This Week in Words – Mar 2
by Treehouse Editors
compiled by Rachel Bondurant
Fifty previously unpublished poems by Rudyard Kipling will be released sometime this month after being discovered by Thomas Pinney. Fans of Kipling hope poems like “The Press” – included in the article – will draw the focus away from Kipling’s politics (he’s long been associated with favoring imperialism) and more toward the merit of his work.
Who doesn’t love a good place to read? Check out these thirty hot spots from Buzzfeed: everywhere from an abandoned Wal-Mart turned library to the Rare Book and Manuscript Library at Yale.

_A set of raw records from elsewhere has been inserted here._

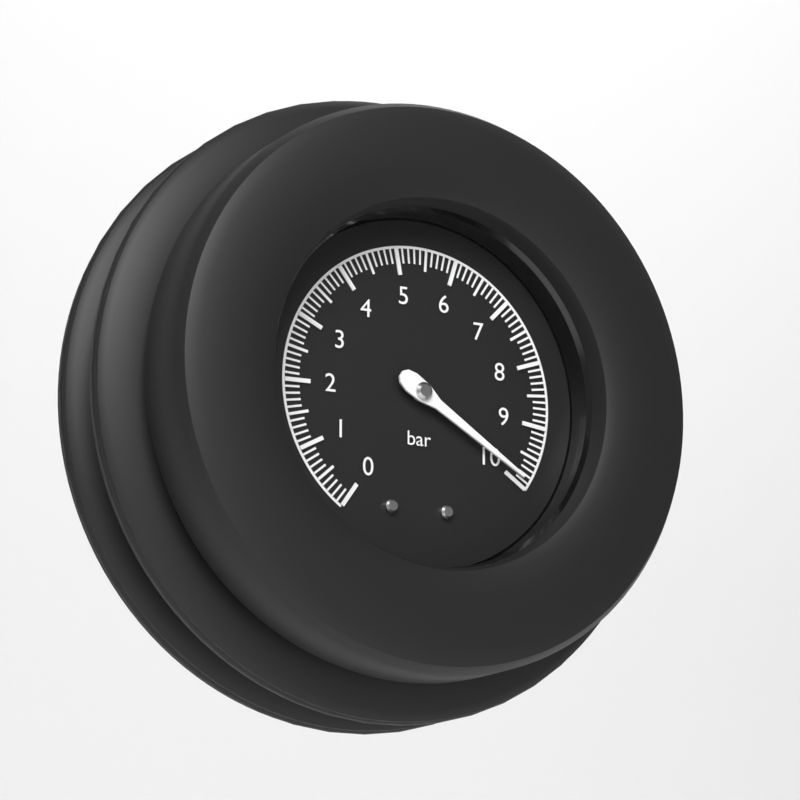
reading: 9.9 bar
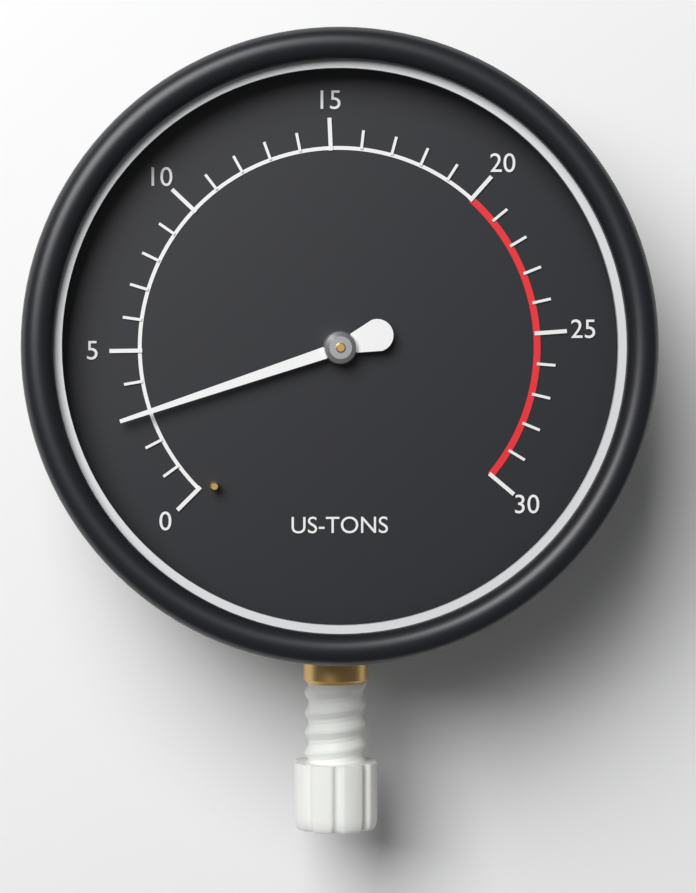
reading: 3 US-TONS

If you can’t get enough of your favorite classic characters, here’s a list of five books that serve as spin-offs, prequels, or some other kind of extension of classic novels. Follow Mr. March, military chaplain and father of Little Women heroines Beth and Jo March. Learn the story of Rochester’s first wife before she went mad in Wide Sargasso Sea.

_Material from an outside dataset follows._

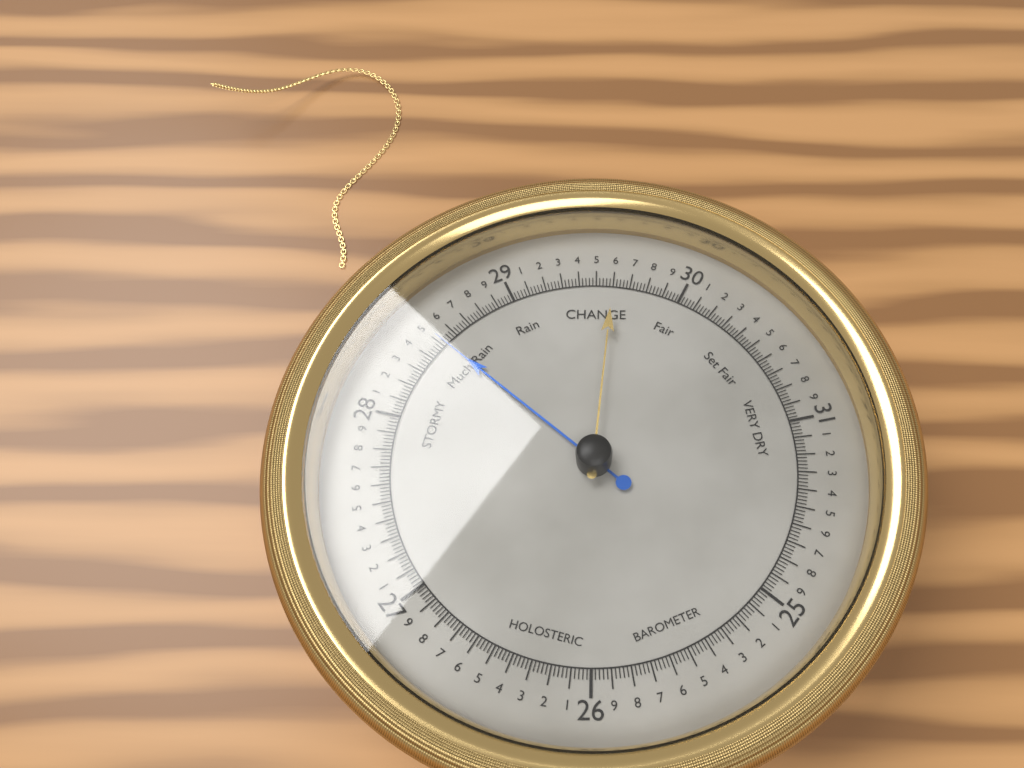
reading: 28.52 (no unit)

You can never hear too many writing tips from the masters. I stumbled upon these seven from F. Scott Fitzgerald which inevitably led to these seven by Ernest Hemingway. Whose advice do you prefer?
Two fiction pieces for you to not miss this week:
Jane Liddle’s “The Correct Answers in the Heather Section of the SATs” is the latest from wigleaf. Telling a story through analogies. Not something you see every day. And not something anyone can pull off.

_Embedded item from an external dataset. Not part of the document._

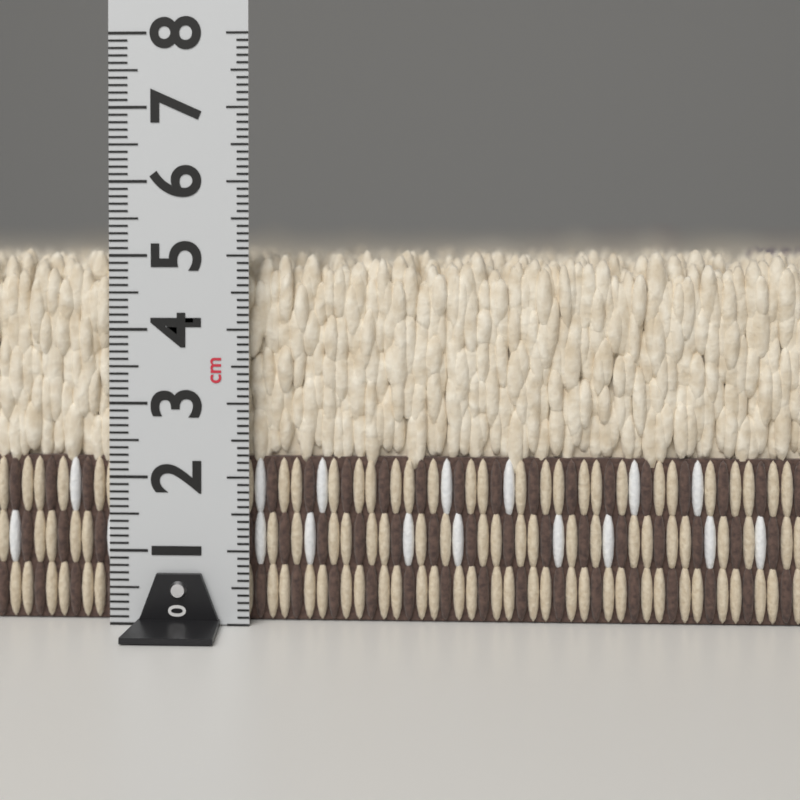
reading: 5.1 cm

Sundog editor Justin Lawrence Daugherty (also the author of the always-worth-reading “Here, the Invisible Man…: Notes on a Letter Written in Invisible Ink”) has a wicked little piece in Necessary Fiction called “The Molting.” Justin, you had me at “slovenly.”
Thanks for the shout, Rachel! The lizard-boy thanks you, too!
Thanks for the mention!
Prefer Fitzgerald in most ways to Hemingway. Also I can’t read “write one true sentence” without thinking of Midnight in Paris. And laughing.